Gifted, Patrick WilliamsonA plain white pamphlet. All text is black. The title is huge lowercase bold print top right -- about two inches high. The poet's name, smaller, is written horizontally in a line from the bottom lefthand corner up to the top of the pamphlet. So author name and title are at right angles to each other.

corrupt press Ltd, 2014

Lightening the school of souls

This pamphlet has taught me the difference between found poems that are ‘treated’ and those that are not, this set having been drawn from text in Humbolt’s Gift by Saul Bellow which — though it is terribly famous — I have not read.

Here, the found text has been ‘treated’, which means (thank-you Wikipedia) ‘changed in a profound and systematic manner’). I don’t know how far the treatment extends, or how important the novel is to the poems.

I’ll come clean. I don’t understand why someone would create a set of poems this way, except as a private game. But games are intrinsic to poetic art.

So putting my reservations to one side, here are 30 fragments set in a huge context: the afterlife, with hell on hand, and heaven a dubious possibility. The first poem begins ‘after death’, we are in ‘eternity’ by page 2, and ‘the shades’ are gathering. The imagery is strange, shifting, weird. There’s a ‘judge’ who says ‘your works / weren’t good enough’. Love (for the first person narrator) is a major concern, but ‘the soul’s journey / past the gates of death’ is already underway.

Yes, there is some humour in all of this, and a kind of interaction between two people, or two souls, or between the narrator and the judge, or between the poet and the reader. There is not only an ‘I’; there is a ‘we’.

The sequence is not hard to read: a lightness of touch bounces the fragments (punctuationless but not formless) from page to page.
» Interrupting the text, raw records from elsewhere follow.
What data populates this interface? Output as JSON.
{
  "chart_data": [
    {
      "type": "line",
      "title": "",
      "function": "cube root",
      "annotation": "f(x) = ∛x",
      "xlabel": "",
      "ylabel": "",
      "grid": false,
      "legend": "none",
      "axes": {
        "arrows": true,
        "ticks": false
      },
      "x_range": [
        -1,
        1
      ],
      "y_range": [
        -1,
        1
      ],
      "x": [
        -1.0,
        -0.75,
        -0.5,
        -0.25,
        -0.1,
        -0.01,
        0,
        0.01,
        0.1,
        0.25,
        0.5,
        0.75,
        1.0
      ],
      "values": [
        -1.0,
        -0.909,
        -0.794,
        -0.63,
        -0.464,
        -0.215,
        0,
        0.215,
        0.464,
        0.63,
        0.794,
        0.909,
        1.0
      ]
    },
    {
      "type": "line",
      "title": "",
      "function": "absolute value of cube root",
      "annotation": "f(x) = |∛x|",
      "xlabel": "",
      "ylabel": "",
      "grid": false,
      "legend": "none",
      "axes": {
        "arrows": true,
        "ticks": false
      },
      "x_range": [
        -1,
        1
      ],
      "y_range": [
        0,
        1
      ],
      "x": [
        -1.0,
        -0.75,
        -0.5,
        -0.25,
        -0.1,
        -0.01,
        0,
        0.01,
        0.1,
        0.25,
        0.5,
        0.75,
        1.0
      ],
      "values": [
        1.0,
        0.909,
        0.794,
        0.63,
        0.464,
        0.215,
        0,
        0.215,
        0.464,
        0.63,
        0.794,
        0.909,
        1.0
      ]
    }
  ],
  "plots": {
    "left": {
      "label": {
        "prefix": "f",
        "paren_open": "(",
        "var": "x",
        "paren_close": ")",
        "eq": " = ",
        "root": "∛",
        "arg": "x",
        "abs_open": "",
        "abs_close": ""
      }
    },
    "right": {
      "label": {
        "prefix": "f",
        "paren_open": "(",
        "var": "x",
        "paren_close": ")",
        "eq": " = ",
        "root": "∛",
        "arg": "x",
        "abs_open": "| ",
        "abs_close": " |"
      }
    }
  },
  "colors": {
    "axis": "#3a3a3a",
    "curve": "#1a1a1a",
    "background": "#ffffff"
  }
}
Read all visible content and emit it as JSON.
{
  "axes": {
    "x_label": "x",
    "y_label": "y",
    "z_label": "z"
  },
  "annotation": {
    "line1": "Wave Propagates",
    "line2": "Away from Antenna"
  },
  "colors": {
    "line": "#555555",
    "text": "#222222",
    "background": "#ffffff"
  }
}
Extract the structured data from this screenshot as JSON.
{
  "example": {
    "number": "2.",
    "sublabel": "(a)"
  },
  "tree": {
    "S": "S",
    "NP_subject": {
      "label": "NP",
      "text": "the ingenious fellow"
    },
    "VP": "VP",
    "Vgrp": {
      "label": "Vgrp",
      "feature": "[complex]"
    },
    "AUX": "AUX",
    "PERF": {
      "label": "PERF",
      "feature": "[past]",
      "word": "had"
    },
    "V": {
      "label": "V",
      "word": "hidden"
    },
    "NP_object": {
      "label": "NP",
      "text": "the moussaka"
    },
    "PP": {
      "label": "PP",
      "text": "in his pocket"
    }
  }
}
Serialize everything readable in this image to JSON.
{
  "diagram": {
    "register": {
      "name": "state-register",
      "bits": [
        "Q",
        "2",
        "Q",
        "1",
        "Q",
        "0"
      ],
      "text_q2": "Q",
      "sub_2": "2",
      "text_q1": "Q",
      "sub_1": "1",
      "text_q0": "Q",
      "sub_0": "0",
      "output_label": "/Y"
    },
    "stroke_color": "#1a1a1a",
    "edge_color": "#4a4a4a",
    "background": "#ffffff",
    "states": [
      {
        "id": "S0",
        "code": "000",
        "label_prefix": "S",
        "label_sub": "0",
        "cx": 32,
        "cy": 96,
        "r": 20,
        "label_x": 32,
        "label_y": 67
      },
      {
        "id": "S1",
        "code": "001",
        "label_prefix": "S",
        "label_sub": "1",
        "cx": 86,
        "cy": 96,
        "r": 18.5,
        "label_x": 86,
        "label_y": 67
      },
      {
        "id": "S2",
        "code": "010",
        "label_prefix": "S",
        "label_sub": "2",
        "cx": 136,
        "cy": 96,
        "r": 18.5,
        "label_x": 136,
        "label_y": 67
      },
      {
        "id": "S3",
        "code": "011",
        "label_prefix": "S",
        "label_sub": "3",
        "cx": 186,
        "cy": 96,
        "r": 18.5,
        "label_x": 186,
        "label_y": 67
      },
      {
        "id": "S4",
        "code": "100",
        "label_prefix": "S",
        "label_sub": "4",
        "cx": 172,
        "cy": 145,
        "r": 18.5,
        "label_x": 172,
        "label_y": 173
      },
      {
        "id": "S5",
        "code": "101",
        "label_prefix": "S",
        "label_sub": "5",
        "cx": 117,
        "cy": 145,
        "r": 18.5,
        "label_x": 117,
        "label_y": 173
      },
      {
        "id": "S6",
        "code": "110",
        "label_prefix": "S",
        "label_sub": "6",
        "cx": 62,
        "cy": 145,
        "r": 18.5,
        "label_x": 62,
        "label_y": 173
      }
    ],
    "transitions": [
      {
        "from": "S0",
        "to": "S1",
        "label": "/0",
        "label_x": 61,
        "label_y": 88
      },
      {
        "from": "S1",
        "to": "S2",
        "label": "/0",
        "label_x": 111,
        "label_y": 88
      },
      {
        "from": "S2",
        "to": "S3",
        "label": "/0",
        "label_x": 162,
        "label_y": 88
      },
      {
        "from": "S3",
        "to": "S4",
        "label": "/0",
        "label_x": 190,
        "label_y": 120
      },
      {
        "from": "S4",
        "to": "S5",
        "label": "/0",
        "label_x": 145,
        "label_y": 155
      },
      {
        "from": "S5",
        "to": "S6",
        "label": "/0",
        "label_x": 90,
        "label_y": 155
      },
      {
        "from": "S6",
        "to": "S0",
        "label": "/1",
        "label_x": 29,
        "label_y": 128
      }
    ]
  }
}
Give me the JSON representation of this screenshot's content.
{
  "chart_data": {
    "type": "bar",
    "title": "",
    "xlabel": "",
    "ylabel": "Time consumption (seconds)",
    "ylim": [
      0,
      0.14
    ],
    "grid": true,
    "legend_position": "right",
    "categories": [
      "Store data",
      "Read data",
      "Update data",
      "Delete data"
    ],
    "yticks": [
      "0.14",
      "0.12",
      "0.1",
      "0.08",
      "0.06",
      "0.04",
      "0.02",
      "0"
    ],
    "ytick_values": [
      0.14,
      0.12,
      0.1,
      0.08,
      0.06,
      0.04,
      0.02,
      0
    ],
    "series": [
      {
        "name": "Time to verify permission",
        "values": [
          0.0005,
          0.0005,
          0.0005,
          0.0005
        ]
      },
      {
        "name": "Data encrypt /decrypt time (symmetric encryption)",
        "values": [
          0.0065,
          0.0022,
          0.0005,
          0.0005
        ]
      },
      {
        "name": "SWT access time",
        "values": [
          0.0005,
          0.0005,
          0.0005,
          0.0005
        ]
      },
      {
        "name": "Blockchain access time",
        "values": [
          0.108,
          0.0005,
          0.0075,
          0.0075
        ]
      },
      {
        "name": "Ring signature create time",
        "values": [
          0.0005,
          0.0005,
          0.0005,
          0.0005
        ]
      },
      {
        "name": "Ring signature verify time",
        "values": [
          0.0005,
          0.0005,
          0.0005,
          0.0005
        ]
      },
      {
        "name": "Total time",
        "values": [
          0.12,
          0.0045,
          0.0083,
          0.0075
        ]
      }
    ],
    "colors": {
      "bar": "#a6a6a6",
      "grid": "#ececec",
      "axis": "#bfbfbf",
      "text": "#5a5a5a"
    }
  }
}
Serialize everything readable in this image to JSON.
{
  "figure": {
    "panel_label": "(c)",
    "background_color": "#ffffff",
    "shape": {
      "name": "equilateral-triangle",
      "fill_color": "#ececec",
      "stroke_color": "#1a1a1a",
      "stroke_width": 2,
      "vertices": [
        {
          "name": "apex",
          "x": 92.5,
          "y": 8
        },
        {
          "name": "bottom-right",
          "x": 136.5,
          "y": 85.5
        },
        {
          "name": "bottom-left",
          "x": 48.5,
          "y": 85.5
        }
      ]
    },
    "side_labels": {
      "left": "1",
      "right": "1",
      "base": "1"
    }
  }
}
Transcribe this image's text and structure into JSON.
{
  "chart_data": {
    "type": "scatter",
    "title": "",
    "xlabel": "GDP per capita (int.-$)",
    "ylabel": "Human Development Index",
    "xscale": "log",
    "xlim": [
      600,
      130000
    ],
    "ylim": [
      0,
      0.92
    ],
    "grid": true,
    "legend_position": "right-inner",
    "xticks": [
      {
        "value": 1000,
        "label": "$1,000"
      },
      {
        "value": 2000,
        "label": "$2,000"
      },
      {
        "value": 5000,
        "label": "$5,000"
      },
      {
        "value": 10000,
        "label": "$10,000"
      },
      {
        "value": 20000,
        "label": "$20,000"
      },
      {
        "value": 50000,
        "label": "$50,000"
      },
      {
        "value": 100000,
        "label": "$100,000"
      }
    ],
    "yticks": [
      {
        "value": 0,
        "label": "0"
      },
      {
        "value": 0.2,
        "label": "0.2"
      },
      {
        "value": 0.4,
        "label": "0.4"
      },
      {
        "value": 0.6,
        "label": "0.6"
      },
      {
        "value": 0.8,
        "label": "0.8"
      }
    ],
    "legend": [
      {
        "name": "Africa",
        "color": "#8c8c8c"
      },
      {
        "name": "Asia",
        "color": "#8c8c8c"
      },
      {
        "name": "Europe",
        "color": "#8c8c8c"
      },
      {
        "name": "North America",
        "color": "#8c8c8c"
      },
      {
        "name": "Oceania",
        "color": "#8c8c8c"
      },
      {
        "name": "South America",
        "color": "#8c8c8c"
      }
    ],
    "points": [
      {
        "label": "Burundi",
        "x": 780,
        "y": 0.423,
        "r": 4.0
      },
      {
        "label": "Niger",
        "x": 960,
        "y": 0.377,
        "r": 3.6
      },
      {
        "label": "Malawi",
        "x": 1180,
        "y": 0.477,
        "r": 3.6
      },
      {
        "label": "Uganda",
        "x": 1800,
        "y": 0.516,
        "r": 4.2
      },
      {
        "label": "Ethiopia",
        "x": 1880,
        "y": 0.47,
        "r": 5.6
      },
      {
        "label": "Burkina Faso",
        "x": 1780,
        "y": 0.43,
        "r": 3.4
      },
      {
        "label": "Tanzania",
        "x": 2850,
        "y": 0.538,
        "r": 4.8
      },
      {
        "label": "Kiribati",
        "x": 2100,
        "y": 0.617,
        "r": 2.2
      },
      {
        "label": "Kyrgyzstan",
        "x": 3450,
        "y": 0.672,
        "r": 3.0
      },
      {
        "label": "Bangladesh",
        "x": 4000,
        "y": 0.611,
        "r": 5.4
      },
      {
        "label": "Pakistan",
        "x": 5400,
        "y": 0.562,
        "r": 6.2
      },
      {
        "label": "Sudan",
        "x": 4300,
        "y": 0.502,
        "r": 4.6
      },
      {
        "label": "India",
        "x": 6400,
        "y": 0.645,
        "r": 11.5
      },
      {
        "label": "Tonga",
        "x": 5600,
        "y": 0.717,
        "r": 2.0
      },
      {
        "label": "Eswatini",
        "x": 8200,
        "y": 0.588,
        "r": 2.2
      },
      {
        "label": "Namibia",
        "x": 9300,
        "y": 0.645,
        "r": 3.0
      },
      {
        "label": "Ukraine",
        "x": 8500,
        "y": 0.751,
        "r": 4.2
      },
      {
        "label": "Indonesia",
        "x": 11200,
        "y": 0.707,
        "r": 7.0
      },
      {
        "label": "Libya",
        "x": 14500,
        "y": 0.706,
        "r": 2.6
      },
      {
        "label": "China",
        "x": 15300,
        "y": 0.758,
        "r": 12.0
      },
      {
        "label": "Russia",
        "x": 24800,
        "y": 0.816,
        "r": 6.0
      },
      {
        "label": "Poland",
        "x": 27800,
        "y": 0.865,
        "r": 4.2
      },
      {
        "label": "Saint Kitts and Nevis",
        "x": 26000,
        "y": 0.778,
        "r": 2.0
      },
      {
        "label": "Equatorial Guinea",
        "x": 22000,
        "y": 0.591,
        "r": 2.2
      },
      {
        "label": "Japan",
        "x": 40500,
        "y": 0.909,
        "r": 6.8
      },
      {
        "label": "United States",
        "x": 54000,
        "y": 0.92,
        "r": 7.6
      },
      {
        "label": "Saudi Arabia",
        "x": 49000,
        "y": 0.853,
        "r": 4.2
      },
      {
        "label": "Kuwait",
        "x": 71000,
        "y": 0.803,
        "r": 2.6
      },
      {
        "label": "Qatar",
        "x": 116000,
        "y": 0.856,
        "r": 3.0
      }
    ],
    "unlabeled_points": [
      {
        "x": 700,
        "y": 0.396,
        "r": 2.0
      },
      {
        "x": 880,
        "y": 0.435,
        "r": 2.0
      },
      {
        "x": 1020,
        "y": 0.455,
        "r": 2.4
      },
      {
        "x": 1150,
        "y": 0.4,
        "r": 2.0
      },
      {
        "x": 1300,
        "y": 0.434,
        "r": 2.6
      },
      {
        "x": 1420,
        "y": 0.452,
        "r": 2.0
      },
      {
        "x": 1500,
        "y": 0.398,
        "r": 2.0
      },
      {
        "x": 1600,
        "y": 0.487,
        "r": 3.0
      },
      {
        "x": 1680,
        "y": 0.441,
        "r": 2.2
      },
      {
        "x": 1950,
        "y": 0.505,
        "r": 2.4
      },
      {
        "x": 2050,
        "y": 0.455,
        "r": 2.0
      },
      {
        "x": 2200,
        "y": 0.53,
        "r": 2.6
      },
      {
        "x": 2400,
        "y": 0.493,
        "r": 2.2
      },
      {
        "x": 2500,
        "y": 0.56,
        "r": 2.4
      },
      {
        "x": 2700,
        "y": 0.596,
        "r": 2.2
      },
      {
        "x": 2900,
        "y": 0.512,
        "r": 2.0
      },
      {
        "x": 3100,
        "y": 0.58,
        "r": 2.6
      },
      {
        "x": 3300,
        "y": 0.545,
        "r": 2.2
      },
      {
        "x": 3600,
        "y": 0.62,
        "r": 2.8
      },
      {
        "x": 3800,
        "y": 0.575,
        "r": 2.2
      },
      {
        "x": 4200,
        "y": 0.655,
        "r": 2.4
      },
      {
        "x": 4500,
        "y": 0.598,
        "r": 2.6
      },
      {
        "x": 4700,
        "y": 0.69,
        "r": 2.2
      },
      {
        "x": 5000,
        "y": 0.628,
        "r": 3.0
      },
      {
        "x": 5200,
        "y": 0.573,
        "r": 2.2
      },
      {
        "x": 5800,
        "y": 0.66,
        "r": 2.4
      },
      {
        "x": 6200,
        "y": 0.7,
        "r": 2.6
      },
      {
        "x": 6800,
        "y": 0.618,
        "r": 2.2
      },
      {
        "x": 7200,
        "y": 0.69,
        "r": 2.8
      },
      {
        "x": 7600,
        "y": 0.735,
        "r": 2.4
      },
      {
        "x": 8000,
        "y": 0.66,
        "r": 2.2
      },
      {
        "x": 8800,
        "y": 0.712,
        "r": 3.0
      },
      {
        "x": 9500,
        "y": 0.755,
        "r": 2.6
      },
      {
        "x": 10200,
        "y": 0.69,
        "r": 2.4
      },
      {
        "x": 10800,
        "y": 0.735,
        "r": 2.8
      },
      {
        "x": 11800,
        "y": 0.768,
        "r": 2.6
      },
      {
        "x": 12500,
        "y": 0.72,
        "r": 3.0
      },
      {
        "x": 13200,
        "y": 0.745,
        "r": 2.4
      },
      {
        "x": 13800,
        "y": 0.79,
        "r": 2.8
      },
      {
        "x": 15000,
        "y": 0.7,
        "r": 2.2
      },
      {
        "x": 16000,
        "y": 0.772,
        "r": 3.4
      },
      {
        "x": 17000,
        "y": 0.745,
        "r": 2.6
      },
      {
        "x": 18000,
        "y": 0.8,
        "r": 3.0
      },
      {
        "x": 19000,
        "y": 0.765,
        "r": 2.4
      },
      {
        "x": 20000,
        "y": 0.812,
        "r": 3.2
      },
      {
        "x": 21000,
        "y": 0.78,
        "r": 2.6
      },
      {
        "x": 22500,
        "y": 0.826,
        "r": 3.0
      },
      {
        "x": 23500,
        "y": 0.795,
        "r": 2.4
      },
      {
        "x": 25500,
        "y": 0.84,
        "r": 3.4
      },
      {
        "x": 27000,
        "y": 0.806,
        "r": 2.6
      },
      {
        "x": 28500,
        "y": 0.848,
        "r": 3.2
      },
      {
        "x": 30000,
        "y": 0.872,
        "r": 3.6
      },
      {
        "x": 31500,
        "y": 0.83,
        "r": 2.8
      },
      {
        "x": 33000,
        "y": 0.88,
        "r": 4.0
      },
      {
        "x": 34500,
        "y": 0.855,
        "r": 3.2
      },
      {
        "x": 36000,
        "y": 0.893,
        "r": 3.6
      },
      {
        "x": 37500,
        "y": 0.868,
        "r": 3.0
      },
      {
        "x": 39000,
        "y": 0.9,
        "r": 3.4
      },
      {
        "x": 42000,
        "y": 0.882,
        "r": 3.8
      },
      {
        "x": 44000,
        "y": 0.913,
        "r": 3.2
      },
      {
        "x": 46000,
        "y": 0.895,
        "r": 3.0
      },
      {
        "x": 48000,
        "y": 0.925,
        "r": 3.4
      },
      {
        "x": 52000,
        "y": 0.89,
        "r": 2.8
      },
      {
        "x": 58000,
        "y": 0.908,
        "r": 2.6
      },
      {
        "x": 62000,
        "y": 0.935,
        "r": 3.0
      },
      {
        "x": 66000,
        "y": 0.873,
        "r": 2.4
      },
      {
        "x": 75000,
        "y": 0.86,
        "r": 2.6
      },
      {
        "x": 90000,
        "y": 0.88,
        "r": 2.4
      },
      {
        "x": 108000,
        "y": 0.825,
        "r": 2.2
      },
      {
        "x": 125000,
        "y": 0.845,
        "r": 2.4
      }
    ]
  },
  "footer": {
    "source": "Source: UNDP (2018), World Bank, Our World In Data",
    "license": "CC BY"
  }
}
Here is the text on page 21:

We were lofted
corrugations of seas
no higher to eye
than palate to tongue
we plunged across
this deep place
the school of souls
I believed the glimmers
of Good
only a fool would

If one were to set out to write a poetic sequence in which the word ‘soul’ recurred, along with love, death, life, eternity and hell, it might well be alienating. These are words freighted with centuries of connotation.

How interesting that repurposing such terms from somebody else’s novel makes them lighter — little balls to throw in the air, ideas to conjure.